Thursday, 23 January 2020

James Wallman's Time and How To Spend It

According to James Wallman, we Westerners have around five hours a day of spare time, but feel we rushed and don’t have any time for ourselves. He offers seven rules for richer, happier days.

Let’s establish just how silly the book is. This is an actual quote:
Or you could be seeking deeper change: attending the Hoffman course, going to Mecca for the Hajj, taking part in an ayahuasca ceremony, or walking the Camino de Santiago.
The Hoffman course is a week-long residential course in California or Connecticut. I’ll let you read their blurb. Or you may be able to guess the psychobabble just from those details.

The Hajj is a pilgrimage to Mecca. You can’t just walk the walk, you have to talk the talk. If you don’t believe you’re not making a pilgrimage, you’re just being a religious tourist. You can’t seek change on your way to Mecca: you have to be a pious Muslim already. The same applies to the Camino de Santiago, which is the pilgrimage across northern Spain to see the relics of St James of Compostella. Again, you can’t seek change on the Camino, you already have to be a practicing Catholic who believes in the power of relics. Or you’re just a sight-seer.

An Ayahuasca Ceremony involves taking a South American herbal hallucinogenic. You can read more here. It’s best done in South America, of course. The view out of a Newcastle tower block isn’t quite as conducive to spiritual reflection, and you probably couldn’t get the right guru to lead you.

So that gives you an idea of the level of depth of thought that has gone into this book.

Wallman’s book is full of hacks - tricks to make you feel better. As with all lists of hacks, some of these may work for you, others for me, and if we get a couple of useful hacks out of a book that costs £10, that’s good value for money. This is one reason these books sell: we know each one will have at least one thing we can use.

STORIES is Wallman's Big Hack.

According to STORIES, when we’re thinking of doing something, he says, we should ask:

Story - is this something I want the guys at the office or the next girlfriend to know I did? Transform - will this help me change in a way I want? Outside and Offline - pretty much self-explanatory Relationships - will it strengthen existing relationships or help me make new ones? Intense - will it be intense and memorable? Extraordinary - in some way? Status - will it connect me to others and be significant?

So, not chilling on the sofa watching Two or Three Things I Know About Her on DVD then.

But, if you’re seventeen, you’re with a bunch of other people from college, it’s your first trip to the Curzon Soho, and your generation has had the good sense to pronounce Nouvelle Vague movies cool, then watching Godard’s classic at a retrospective at the Curzon... that’s a Story.

It’s not so much the activity (aside from Outside and Offline) as the circumstances in which the activity is performed.

The giveaway sign of the inveterate hacker is that they dive straight for detailed, specific problems. There’s no overview, no stock-taking. Spend more time with your friends they say, whereas the correct question is Which of your friends are worth spending time with?

How much spare time do I really have? (Don’t count commuting, meal prep, morning and evening toilet, and all the hours between arriving and leaving work. Also don’t count shopping, washing, and other housework.)

What do I spend that spare time doing now? Which of those activities do I wish I could stop? Which are guilty pleasures? Which leave me feeling empty? Which leave me feeling tired in a bad way? In a good way?

Which of my friends and acquaintances are worth spending time with and why / why not? How can I spend more time with the worthy ones, and let the bad ones slide?

How much exercise am I getting? Is it the right kind? Does it wear me out or build me up?

What have I always wanted to do but haven’t yet done? Which can I afford to do? Which could I do on my next week off from work? Or at the next weekend?

What am I doing that I think I ‘ought’ to be doing, but I don’t really want to, and isn’t really giving me any benefits?

Those kinds of questions.

Walman forgets that everything we do can’t be funky intense and exceptional.


(Unless you’re Lee Dorsey)

Sometimes it just has to be not junk. The trick is to find something else to do rather than fall down the black holes of TV, You Tube or whatever else counts as junk for us. At the end of a long day, with a frazzled brain and no zip, settling down to a nice Alain Resnais movie, or even a Donald E Westlake thriller, can seem like too much effort. And after a day in the politically-correct and painfully polite environment of the modern workplace, having Jordan Peterson call things ‘despicable’ and ‘ridiculous’ can feel almost refreshing.

Besides, I’m not so sure that we should let an author get away with the claim that a week’s worth of expensive psychobabble is more valuable than a few well-chosen videos from Alux, Jordan Peterson and Jocko Willink. As for social pursuits, I don’t want to count the half-drunk hours I and some mates spent playing Risk or Trivial Pursuit in my twenties or even thirties, and I’m not sure that’s any worse than playing an online multi-player game.

Spare time should not be used for toxic and pointless behaviour, but every minute doesn’t have to be used for self-improvement either.

So like all hack-books, get a couple of things from it, and it's worth it. Take the whole thing seriously and you're being misled. Took. Bamboozled.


TASK PROMPT:
Give back every record verbatim, but not the pictures.

DATA:
━━━━━━━━

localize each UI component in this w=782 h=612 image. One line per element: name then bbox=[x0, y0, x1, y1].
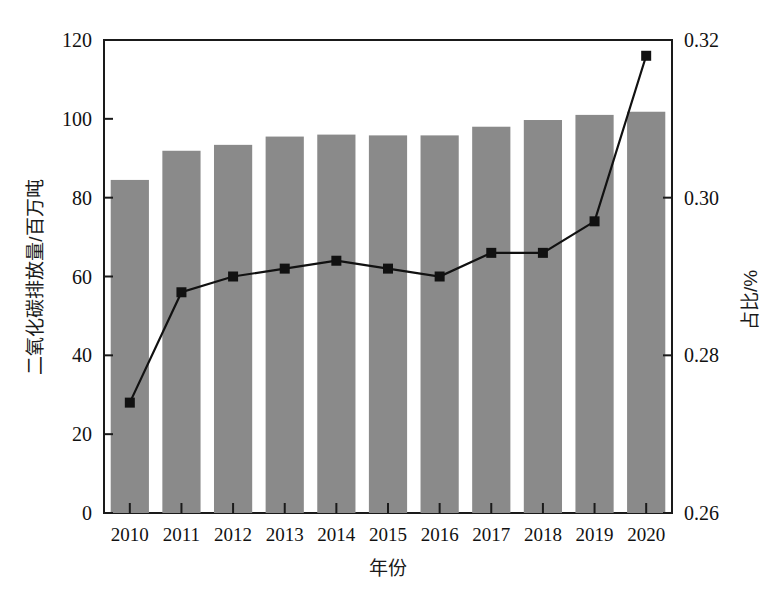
bar bbox=[472, 127, 510, 513]
bar bbox=[369, 135, 407, 513]
y2-tick-label: 0.32 bbox=[684, 29, 719, 51]
line-marker bbox=[331, 256, 341, 266]
bar-series bbox=[111, 112, 666, 513]
line-marker bbox=[486, 248, 496, 258]
x-tick-label: 2013 bbox=[266, 524, 304, 545]
y2-tick-label: 0.30 bbox=[684, 187, 719, 209]
bar bbox=[575, 115, 613, 513]
x-tick-label: 2010 bbox=[111, 524, 149, 545]
y-tick-label: 100 bbox=[62, 108, 92, 130]
x-tick-label: 2017 bbox=[472, 524, 510, 545]
y-axis-ticks: 020406080100120 bbox=[62, 29, 113, 524]
y2-tick-label: 0.26 bbox=[684, 502, 719, 524]
bar bbox=[421, 135, 459, 513]
x-tick-label: 2016 bbox=[421, 524, 459, 545]
x-tick-label: 2012 bbox=[214, 524, 252, 545]
chart-svg: 020406080100120 0.260.280.300.32 2010201… bbox=[0, 0, 782, 612]
chart-figure: 020406080100120 0.260.280.300.32 2010201… bbox=[0, 0, 782, 612]
line-marker bbox=[383, 264, 393, 274]
bar bbox=[162, 151, 200, 513]
y-tick-label: 40 bbox=[72, 344, 92, 366]
bar bbox=[524, 120, 562, 513]
x-tick-label: 2015 bbox=[369, 524, 407, 545]
y-tick-label: 120 bbox=[62, 29, 92, 51]
line-marker bbox=[641, 51, 651, 61]
x-tick-label: 2014 bbox=[317, 524, 356, 545]
x-tick-label: 2011 bbox=[163, 524, 200, 545]
bar bbox=[111, 180, 149, 513]
y-axis-title: 二氧化碳排放量/百万吨 bbox=[25, 179, 46, 374]
line-marker bbox=[590, 216, 600, 226]
y-tick-label: 60 bbox=[72, 266, 92, 288]
bar bbox=[266, 137, 304, 513]
line-marker bbox=[176, 287, 186, 297]
y-tick-label: 80 bbox=[72, 187, 92, 209]
y-tick-label: 20 bbox=[72, 423, 92, 445]
line-marker bbox=[435, 272, 445, 282]
bar bbox=[317, 135, 355, 513]
x-tick-label: 2018 bbox=[524, 524, 562, 545]
bar bbox=[627, 112, 665, 513]
y2-tick-label: 0.28 bbox=[684, 344, 719, 366]
bar bbox=[214, 145, 252, 513]
x-tick-label: 2020 bbox=[627, 524, 665, 545]
line-marker bbox=[280, 264, 290, 274]
y-tick-label: 0 bbox=[82, 502, 92, 524]
x-tick-label: 2019 bbox=[576, 524, 614, 545]
line-marker bbox=[538, 248, 548, 258]
line-marker bbox=[125, 398, 135, 408]
y2-axis-title: 占比/% bbox=[740, 270, 761, 330]
x-axis-title: 年份 bbox=[369, 558, 407, 579]
line-marker bbox=[228, 272, 238, 282]
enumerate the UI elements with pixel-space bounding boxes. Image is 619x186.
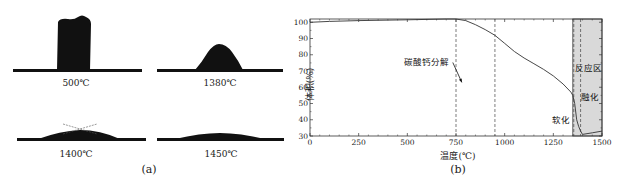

━━━━━━━━

TASK RESPONSE:
localize each UI component in this w=782 h=612 image. One line per element: name then bbox=[x0, y0, x1, y1].
bar bbox=[472, 127, 510, 513]
bar bbox=[369, 135, 407, 513]
y2-tick-label: 0.32 bbox=[684, 29, 719, 51]
line-marker bbox=[331, 256, 341, 266]
bar-series bbox=[111, 112, 666, 513]
line-marker bbox=[486, 248, 496, 258]
x-tick-label: 2013 bbox=[266, 524, 304, 545]
y2-tick-label: 0.30 bbox=[684, 187, 719, 209]
bar bbox=[575, 115, 613, 513]
x-tick-label: 2010 bbox=[111, 524, 149, 545]
y-tick-label: 100 bbox=[62, 108, 92, 130]
x-tick-label: 2017 bbox=[472, 524, 510, 545]
y-axis-ticks: 020406080100120 bbox=[62, 29, 113, 524]
y2-tick-label: 0.26 bbox=[684, 502, 719, 524]
bar bbox=[421, 135, 459, 513]
x-tick-label: 2016 bbox=[421, 524, 459, 545]
x-tick-label: 2012 bbox=[214, 524, 252, 545]
chart-svg: 020406080100120 0.260.280.300.32 2010201… bbox=[0, 0, 782, 612]
chart-figure: 020406080100120 0.260.280.300.32 2010201… bbox=[0, 0, 782, 612]
line-marker bbox=[383, 264, 393, 274]
bar bbox=[162, 151, 200, 513]
y-tick-label: 40 bbox=[72, 344, 92, 366]
bar bbox=[524, 120, 562, 513]
x-tick-label: 2015 bbox=[369, 524, 407, 545]
y-tick-label: 120 bbox=[62, 29, 92, 51]
line-marker bbox=[641, 51, 651, 61]
x-tick-label: 2014 bbox=[317, 524, 356, 545]
x-tick-label: 2011 bbox=[163, 524, 200, 545]
bar bbox=[111, 180, 149, 513]
y-axis-title: 二氧化碳排放量/百万吨 bbox=[25, 179, 46, 374]
line-marker bbox=[590, 216, 600, 226]
y-tick-label: 60 bbox=[72, 266, 92, 288]
bar bbox=[266, 137, 304, 513]
line-marker bbox=[176, 287, 186, 297]
y-tick-label: 80 bbox=[72, 187, 92, 209]
y-tick-label: 20 bbox=[72, 423, 92, 445]
line-marker bbox=[435, 272, 445, 282]
bar bbox=[317, 135, 355, 513]
x-tick-label: 2018 bbox=[524, 524, 562, 545]
bar bbox=[627, 112, 665, 513]
y2-tick-label: 0.28 bbox=[684, 344, 719, 366]
bar bbox=[214, 145, 252, 513]
x-tick-label: 2020 bbox=[627, 524, 665, 545]
line-marker bbox=[280, 264, 290, 274]
y-tick-label: 0 bbox=[82, 502, 92, 524]
x-tick-label: 2019 bbox=[576, 524, 614, 545]
line-marker bbox=[538, 248, 548, 258]
line-marker bbox=[125, 398, 135, 408]
y2-axis-title: 占比/% bbox=[740, 270, 761, 330]
x-axis-title: 年份 bbox=[369, 558, 407, 579]
line-marker bbox=[228, 272, 238, 282]
enumerate the UI elements with pixel-space bounding boxes. Image is 619x186.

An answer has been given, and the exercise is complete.